The guitars try to sound gentle and contemplative at times, and instead come across as dude-rock melodramatic. When the guitars try to be heavy, they sound like alternative rock garbage that can be found on any FM rock station in America. The drums are played in a style that is better suited to pop than it is to heavy metal, which helps to further harm the album's credentials. American Soldier is one vocalist short of being a Nickelback album. The vocal production is pitiful. Geoff Tate's voice is distorted more times on this record than it is left alone. Both the distorted and clean versions sound thin and give the impression that Tate is desperately trying to be something that he is not. As if Tate's vocals weren't disgusting enough, his voice is joined by others multiple times on the album, notably by his daughter as aforementioned, but also in the form of vocal samples. "Unafraid" contains roughly four lines that get repeated several times while poorly filtered vocal samples play over the music, alternating speakers and pretending to be the song's verses. Various military sounds (helicopters, gunshots) intrude everywhere. "Hundred Mile Stare" contains a passage in which Tate has multiple vocal tracks layered over each other in an attempt to harmonize with himself, yet even after post-production, he somehow ends up out of tune - and it's not the only time it happens.

Stylistically, this album tries to be something of a concept album, but it's so hindered by the lyrics and poorly arranged music that it's impossible to figure out what direction it wants to go. Far too often, the music settles into something resembling a groove only to abruptly fall apart and change direction for a useless interlude. Promising moments are always squandered, without exception. "A Dead Man's Words" is easily the strongest track on this record, but its churning, plodding main riff is inevitably fucked into oblivion by the chorus, which tonally does not properly progress from the riff preceding it and predictably contains poorly orchestrated vocals. Even the surprising appearance of the saxophone is halted by more vocal diarrhea. This trend continues in every song. None of them ever go anywhere even remotely interesting; the entire album is basically one long ballad, a self-pitying faux-dramatic sack of contrived garbage.

The vocals, in all honesty, are what transforms this album from merely bad to offensively bad.

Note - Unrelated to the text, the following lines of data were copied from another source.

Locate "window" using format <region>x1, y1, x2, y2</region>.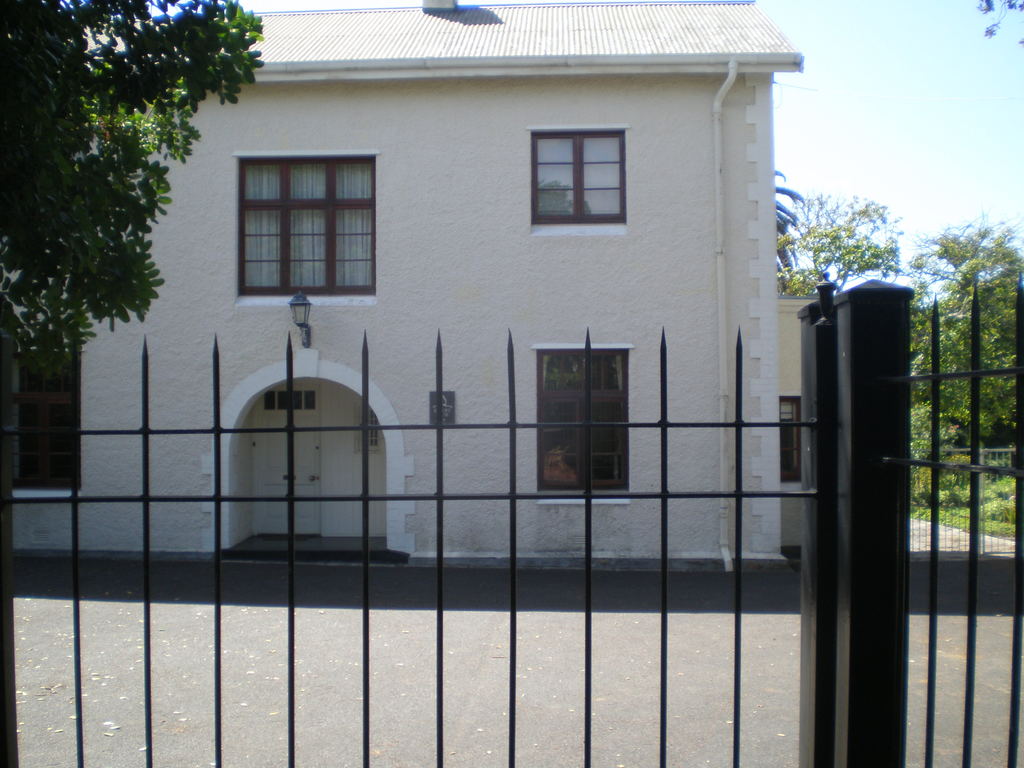
<region>526, 124, 628, 238</region>.
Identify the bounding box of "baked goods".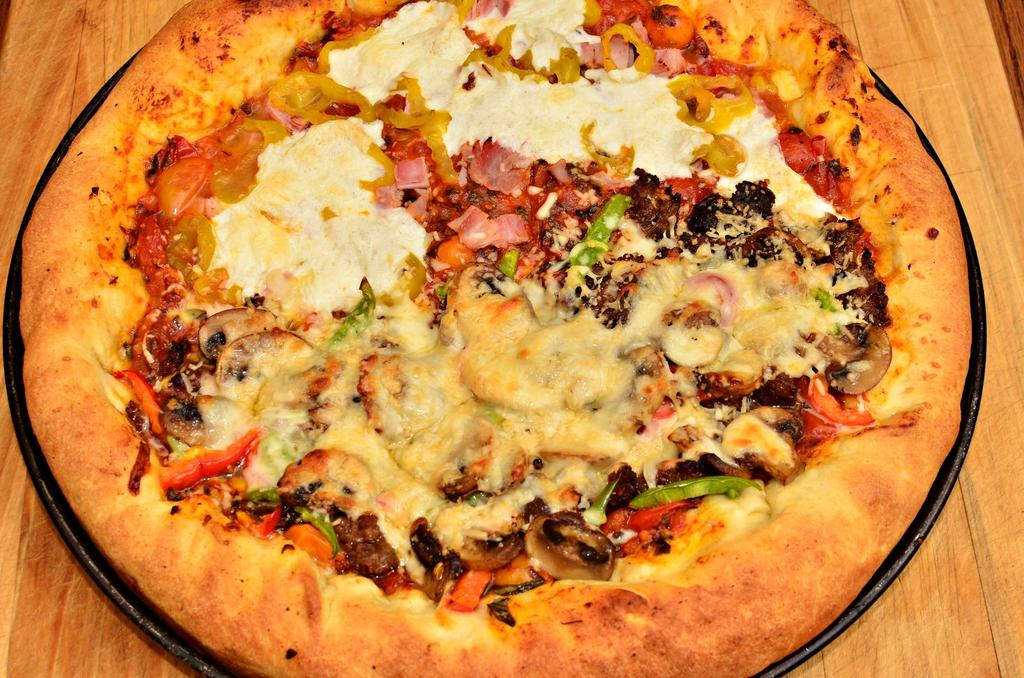
[17,0,976,677].
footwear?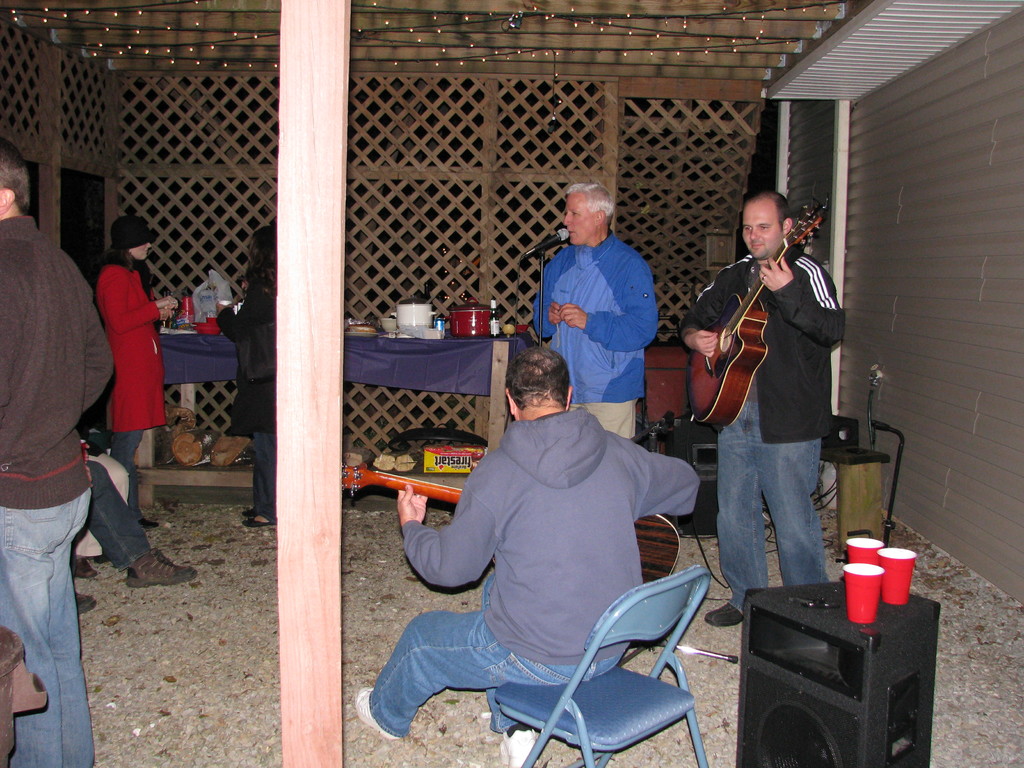
box(495, 730, 537, 767)
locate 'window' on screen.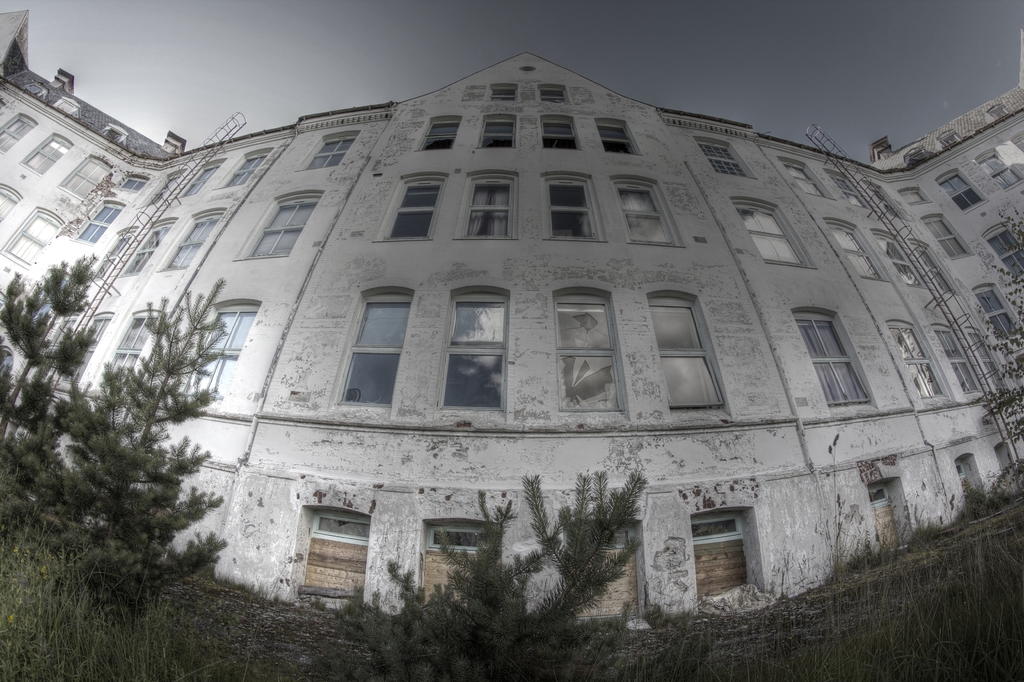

It's plainly obvious that Geoff Tate was the driving force behind this steaming mess, since his voice is shoehorned into every possible opening in the music, whether or not it needs to be. This album is a monument to his own delusions about his talent and his personal fantasy that this is a moving tribute to the military. It is instead an insultingly blatant load of flag-waving shit. For the incredible abundance of war-related lyrics in heavy metal, one would imagine that it would be fairly easy to craft some verses about the hardships and terrors of battle. Instead, the lyrics are melodramatic and whiny, often heavily cut with samples from interviews with military personnel. Tate's daughter playing the vocal role of a child writing a letter to her deployed father is one of the sappiest things I've ever heard. It's not emotional. It's cloying and awkward. It's made even worse by the minor issue that her performance is flat, sounds like she's out of her natural range, and downright sucks. I absolutely understand why she didn't want to be on stage in front of all those people.